SelectedWorks Author Profiles:

Jennifer O'Brien

Document Type

Article

Publication Date

2010

Abstract

In familiar environments, goal-directed visual behavior is often performed in the presence of objects with strong, but task-irrelevant, reward or punishment associations that are acquired through prior, unrelated experience. In a two-phase experiment, we asked whether such stimuli could affect speeded visual orienting in a classic visual orienting paradigm. First, participants learned to associate faces with monetary gains, losses, or no outcomes. These faces then served as brief, peripheral, uninformative cues in an explicitly unrewarded, unpunished, speeded, target localization task. Cues preceded targets by either 100 or 1,500 msec and appeared at either the same or a different location. Regardless of interval, reward-associated cues slowed responding at cued locations, as compared with equally familiar punishment-associated or no-value cues, and had no effect when targets were presented at uncued locations. This localized effect of reward-associated cues is consistent with adaptive models of inhibition of return and suggests rapid, low-level effects of motivation on visual processing.

Comments

Abstract only. Full-text article is available only through licensed access provided by the publisher.

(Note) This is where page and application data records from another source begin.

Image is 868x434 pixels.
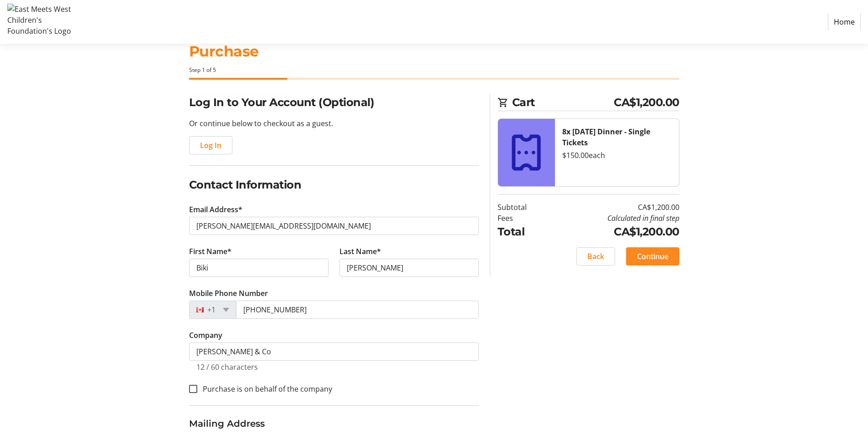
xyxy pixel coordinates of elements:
label: Last Name* [339,246,381,257]
span: Log In [200,140,222,151]
button: Log In [189,136,232,154]
p: Or continue below to checkout as a guest. [189,118,479,129]
span: CA$1,200.00 [613,94,679,110]
label: First Name* [189,246,231,257]
div: Step 1 of 5 [189,66,679,74]
a: Home [828,13,861,30]
label: Purchase is on behalf of the company [198,384,332,394]
h2: Log In to Your Account (Optional) [189,94,479,110]
h3: Mailing Address [189,417,479,431]
h1: Purchase [189,41,679,62]
input: (506) 234-5678 [236,301,479,319]
div: $150.00 each [563,150,672,160]
label: Company [189,330,223,341]
button: Back [576,248,615,266]
span: Back [588,251,604,262]
td: Calculated in final step [550,213,679,223]
span: Continue [637,251,669,262]
span: Cart [513,94,614,110]
td: CA$1,200.00 [550,223,679,240]
td: Fees [498,213,550,223]
label: Email Address* [189,204,242,215]
td: Subtotal [498,202,550,213]
tr-character-limit: 12 / 60 characters [197,362,258,373]
img: East Meets West Children's Foundation's Logo [7,3,72,40]
button: Continue [626,248,679,266]
label: Mobile Phone Number [189,288,268,299]
h2: Contact Information [189,177,479,193]
strong: 8x [DATE] Dinner - Single Tickets [563,127,651,148]
td: Total [498,223,550,240]
td: CA$1,200.00 [550,202,679,213]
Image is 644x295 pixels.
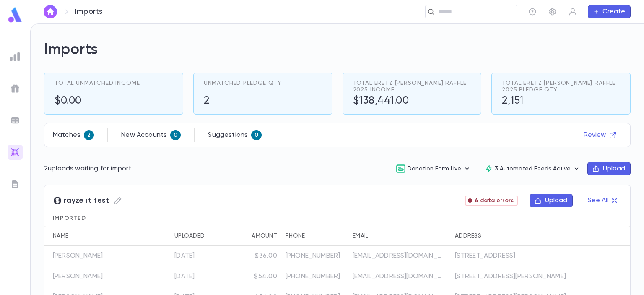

Published in Psychonomic Bulletin & Review, 17, 536-542. Members of the USF System may access the full-text of the article through the authenticated link provided. doi:10.3758/PBR.17.4.536

Language

en_US

Publisher

Psychonomic Society, Inc.

Creative Commons License

Creative Commons License
This work is licensed under a Creative Commons Attribution-Noncommercial-No Derivative Works 4.0 License.